Next of kin plaque: Lance Sergeant Harold Asmus Fischer, Otago Battalion

Place Middle East: Ottoman Empire, Turkey, Dardanelles, Gallipoli, Sari Bair Area
Accession Number RELAWM09677
Collection type Heraldry
Object type Heraldry
Physical description Bronze
Date made c 1922
Conflict First World War, 1914-1918
Description

Bronze next of kin plaque, showing on the obverse, Britannia holding a laurel wreath, the British lion, dolphins, a spray of oak leaves and the words 'HE DIED FOR FREEDOM AND HONOUR' around the edge. Beneath the main figures, the British lion defeats the German eagle. The initials 'ECP', for the designer Edward Carter Preston appear above the lion's right forepaw. A raised rectangle above the lion's head bears the name 'HAROLD FISCHER'.

History / Summary

Born in Adelaide, South Australia in 1886, Harold Asmus Fischer moved with his family to Melbourne, Victoria in 1889. His parents died while he was still in his early teens. Fischer was working at Invercargill on the south island of New Zealand at the outbreak of the First World War. He enlisted in the New Zealand Expeditionary Force on 18 August 1914 and was posted a private to the 8th (Southland) Company of the Otago Battalion (later Otago Regiment) with the service number 8/375.

The Otago Battalion arrived in Egypt in December 1914. It landed at Gallipoli in the afternoon of 25 April 1915. Fischer survived the fighting at Baby 700 and Krithia in which the battalion suffered heavy casualties. He was appointed lance sergeant on 23 June. Fischer died of wounds received near Sari Bair on 6 August and is buried at No. 2 Outpost Cemetery.

This commemorative plaque was sent to Fischer's eldest brother, Hugo, who lived in Melbourne. Another brother, Lieutenant Frank Reinhardt Fischer was killed in September 1918, while serving with the 6th Battalion, AIF.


WHAT TO WORK ON
Every line below is to be given again precisely; images are to be left out.
Start of RECORDED DATA
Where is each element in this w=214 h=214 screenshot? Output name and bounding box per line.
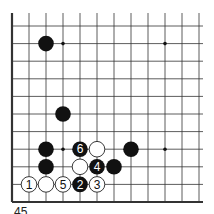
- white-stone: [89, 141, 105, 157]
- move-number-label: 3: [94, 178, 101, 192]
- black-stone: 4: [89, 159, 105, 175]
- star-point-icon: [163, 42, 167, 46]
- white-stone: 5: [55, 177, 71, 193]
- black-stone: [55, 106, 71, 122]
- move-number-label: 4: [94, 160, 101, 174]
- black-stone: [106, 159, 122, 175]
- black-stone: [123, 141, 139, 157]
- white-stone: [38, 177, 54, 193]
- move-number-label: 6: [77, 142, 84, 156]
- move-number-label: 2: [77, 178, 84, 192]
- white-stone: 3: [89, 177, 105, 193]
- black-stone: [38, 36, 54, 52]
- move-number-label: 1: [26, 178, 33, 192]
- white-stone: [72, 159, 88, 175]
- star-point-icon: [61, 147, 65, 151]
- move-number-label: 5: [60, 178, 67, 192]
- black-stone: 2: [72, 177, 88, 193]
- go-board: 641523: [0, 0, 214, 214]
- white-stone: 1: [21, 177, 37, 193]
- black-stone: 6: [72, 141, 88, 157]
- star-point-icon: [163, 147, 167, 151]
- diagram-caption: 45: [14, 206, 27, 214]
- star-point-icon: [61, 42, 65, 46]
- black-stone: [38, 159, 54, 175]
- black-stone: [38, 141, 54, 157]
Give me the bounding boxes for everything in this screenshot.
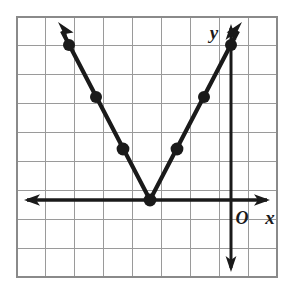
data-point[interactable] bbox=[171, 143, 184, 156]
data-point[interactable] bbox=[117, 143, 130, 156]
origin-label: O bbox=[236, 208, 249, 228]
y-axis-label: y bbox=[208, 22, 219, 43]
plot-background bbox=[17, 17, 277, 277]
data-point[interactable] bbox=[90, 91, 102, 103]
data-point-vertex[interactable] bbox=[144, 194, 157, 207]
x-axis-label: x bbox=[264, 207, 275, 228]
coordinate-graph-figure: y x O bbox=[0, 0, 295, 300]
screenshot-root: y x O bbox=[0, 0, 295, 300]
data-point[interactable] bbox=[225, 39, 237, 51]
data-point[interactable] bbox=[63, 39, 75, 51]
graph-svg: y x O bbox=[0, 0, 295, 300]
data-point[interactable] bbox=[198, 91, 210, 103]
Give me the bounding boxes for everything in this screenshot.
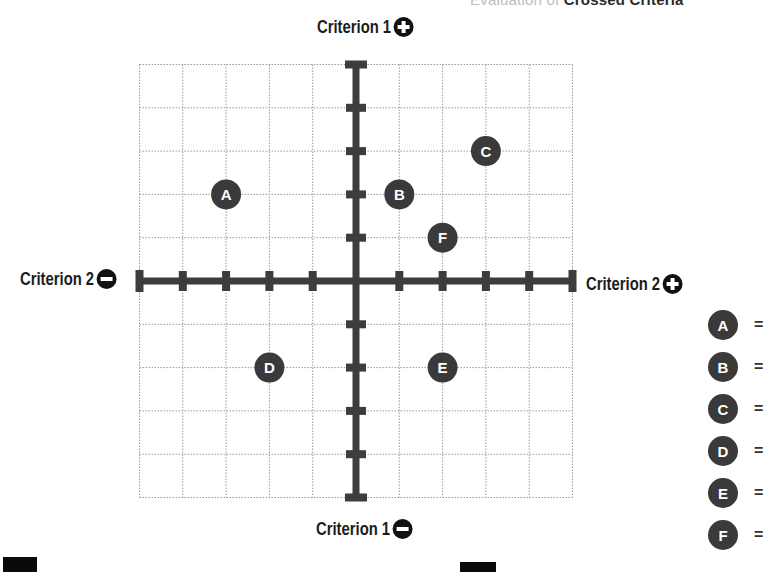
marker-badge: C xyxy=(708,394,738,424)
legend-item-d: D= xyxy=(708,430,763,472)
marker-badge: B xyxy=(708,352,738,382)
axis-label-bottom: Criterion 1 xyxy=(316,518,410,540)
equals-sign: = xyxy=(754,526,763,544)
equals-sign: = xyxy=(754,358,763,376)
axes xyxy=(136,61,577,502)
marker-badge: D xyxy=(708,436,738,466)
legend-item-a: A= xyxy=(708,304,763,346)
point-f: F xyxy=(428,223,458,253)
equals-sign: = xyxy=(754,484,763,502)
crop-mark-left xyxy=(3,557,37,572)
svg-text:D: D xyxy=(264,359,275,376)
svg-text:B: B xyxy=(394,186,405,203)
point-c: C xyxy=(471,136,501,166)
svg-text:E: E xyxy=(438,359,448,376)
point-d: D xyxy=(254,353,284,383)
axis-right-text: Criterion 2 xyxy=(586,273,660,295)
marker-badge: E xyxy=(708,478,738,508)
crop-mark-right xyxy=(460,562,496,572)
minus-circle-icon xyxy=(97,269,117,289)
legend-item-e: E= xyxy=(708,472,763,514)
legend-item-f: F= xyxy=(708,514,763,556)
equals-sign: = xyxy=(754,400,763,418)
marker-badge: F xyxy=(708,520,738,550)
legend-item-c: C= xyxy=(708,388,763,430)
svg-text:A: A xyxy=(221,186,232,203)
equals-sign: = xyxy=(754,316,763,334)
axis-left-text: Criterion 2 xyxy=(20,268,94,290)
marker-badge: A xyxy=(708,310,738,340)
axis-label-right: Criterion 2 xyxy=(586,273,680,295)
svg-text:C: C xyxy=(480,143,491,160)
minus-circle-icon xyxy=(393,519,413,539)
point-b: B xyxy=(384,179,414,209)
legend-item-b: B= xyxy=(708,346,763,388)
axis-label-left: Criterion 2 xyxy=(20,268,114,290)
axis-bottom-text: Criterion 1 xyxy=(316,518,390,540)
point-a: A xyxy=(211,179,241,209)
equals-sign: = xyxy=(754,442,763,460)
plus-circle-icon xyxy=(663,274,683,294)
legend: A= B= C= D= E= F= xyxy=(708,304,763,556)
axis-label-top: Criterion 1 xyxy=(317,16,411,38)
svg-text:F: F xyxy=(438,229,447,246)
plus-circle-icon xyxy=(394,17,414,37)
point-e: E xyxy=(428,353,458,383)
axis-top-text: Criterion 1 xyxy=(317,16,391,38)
End of RECORDED DATA
EXERCISE ANSWER
Where is each element in this w=214 h=214 screenshot? Output name and bounding box per line.
- white-stone: [89, 141, 105, 157]
- move-number-label: 3: [94, 178, 101, 192]
- black-stone: 4: [89, 159, 105, 175]
- star-point-icon: [163, 42, 167, 46]
- white-stone: 5: [55, 177, 71, 193]
- black-stone: [55, 106, 71, 122]
- move-number-label: 4: [94, 160, 101, 174]
- black-stone: [106, 159, 122, 175]
- black-stone: [123, 141, 139, 157]
- white-stone: [38, 177, 54, 193]
- move-number-label: 6: [77, 142, 84, 156]
- move-number-label: 2: [77, 178, 84, 192]
- white-stone: 3: [89, 177, 105, 193]
- black-stone: [38, 36, 54, 52]
- move-number-label: 1: [26, 178, 33, 192]
- white-stone: [72, 159, 88, 175]
- star-point-icon: [61, 147, 65, 151]
- move-number-label: 5: [60, 178, 67, 192]
- black-stone: 2: [72, 177, 88, 193]
- go-board: 641523: [0, 0, 214, 214]
- white-stone: 1: [21, 177, 37, 193]
- black-stone: 6: [72, 141, 88, 157]
- star-point-icon: [163, 147, 167, 151]
- diagram-caption: 45: [14, 206, 27, 214]
- star-point-icon: [61, 42, 65, 46]
- black-stone: [38, 159, 54, 175]
- black-stone: [38, 141, 54, 157]
Give me the bounding boxes for everything in this screenshot.
data-point[interactable] bbox=[171, 143, 184, 156]
data-point[interactable] bbox=[117, 143, 130, 156]
origin-label: O bbox=[236, 208, 249, 228]
y-axis-label: y bbox=[208, 22, 219, 43]
plot-background bbox=[17, 17, 277, 277]
data-point[interactable] bbox=[90, 91, 102, 103]
data-point-vertex[interactable] bbox=[144, 194, 157, 207]
x-axis-label: x bbox=[264, 207, 275, 228]
coordinate-graph-figure: y x O bbox=[0, 0, 295, 300]
screenshot-root: y x O bbox=[0, 0, 295, 300]
data-point[interactable] bbox=[225, 39, 237, 51]
data-point[interactable] bbox=[63, 39, 75, 51]
graph-svg: y x O bbox=[0, 0, 295, 300]
data-point[interactable] bbox=[198, 91, 210, 103]
Give me the bounding boxes for everything in this screenshot.
marker-badge: C xyxy=(708,394,738,424)
legend-item-d: D= xyxy=(708,430,763,472)
marker-badge: B xyxy=(708,352,738,382)
axis-label-bottom: Criterion 1 xyxy=(316,518,410,540)
equals-sign: = xyxy=(754,526,763,544)
equals-sign: = xyxy=(754,358,763,376)
axes xyxy=(136,61,577,502)
marker-badge: D xyxy=(708,436,738,466)
legend-item-a: A= xyxy=(708,304,763,346)
point-f: F xyxy=(428,223,458,253)
equals-sign: = xyxy=(754,484,763,502)
crop-mark-left xyxy=(3,557,37,572)
svg-text:D: D xyxy=(264,359,275,376)
svg-text:B: B xyxy=(394,186,405,203)
point-c: C xyxy=(471,136,501,166)
svg-text:E: E xyxy=(438,359,448,376)
point-d: D xyxy=(254,353,284,383)
axis-right-text: Criterion 2 xyxy=(586,273,660,295)
marker-badge: E xyxy=(708,478,738,508)
crop-mark-right xyxy=(460,562,496,572)
minus-circle-icon xyxy=(97,269,117,289)
legend-item-e: E= xyxy=(708,472,763,514)
legend-item-f: F= xyxy=(708,514,763,556)
equals-sign: = xyxy=(754,400,763,418)
marker-badge: F xyxy=(708,520,738,550)
legend-item-c: C= xyxy=(708,388,763,430)
svg-text:A: A xyxy=(221,186,232,203)
equals-sign: = xyxy=(754,316,763,334)
axis-left-text: Criterion 2 xyxy=(20,268,94,290)
marker-badge: A xyxy=(708,310,738,340)
axis-label-right: Criterion 2 xyxy=(586,273,680,295)
svg-text:C: C xyxy=(480,143,491,160)
minus-circle-icon xyxy=(393,519,413,539)
point-b: B xyxy=(384,179,414,209)
legend-item-b: B= xyxy=(708,346,763,388)
axis-label-left: Criterion 2 xyxy=(20,268,114,290)
axis-bottom-text: Criterion 1 xyxy=(316,518,390,540)
point-a: A xyxy=(211,179,241,209)
equals-sign: = xyxy=(754,442,763,460)
plus-circle-icon xyxy=(663,274,683,294)
legend: A= B= C= D= E= F= xyxy=(708,304,763,556)
axis-label-top: Criterion 1 xyxy=(317,16,411,38)
svg-text:F: F xyxy=(438,229,447,246)
plus-circle-icon xyxy=(394,17,414,37)
point-e: E xyxy=(428,353,458,383)
axis-top-text: Criterion 1 xyxy=(317,16,391,38)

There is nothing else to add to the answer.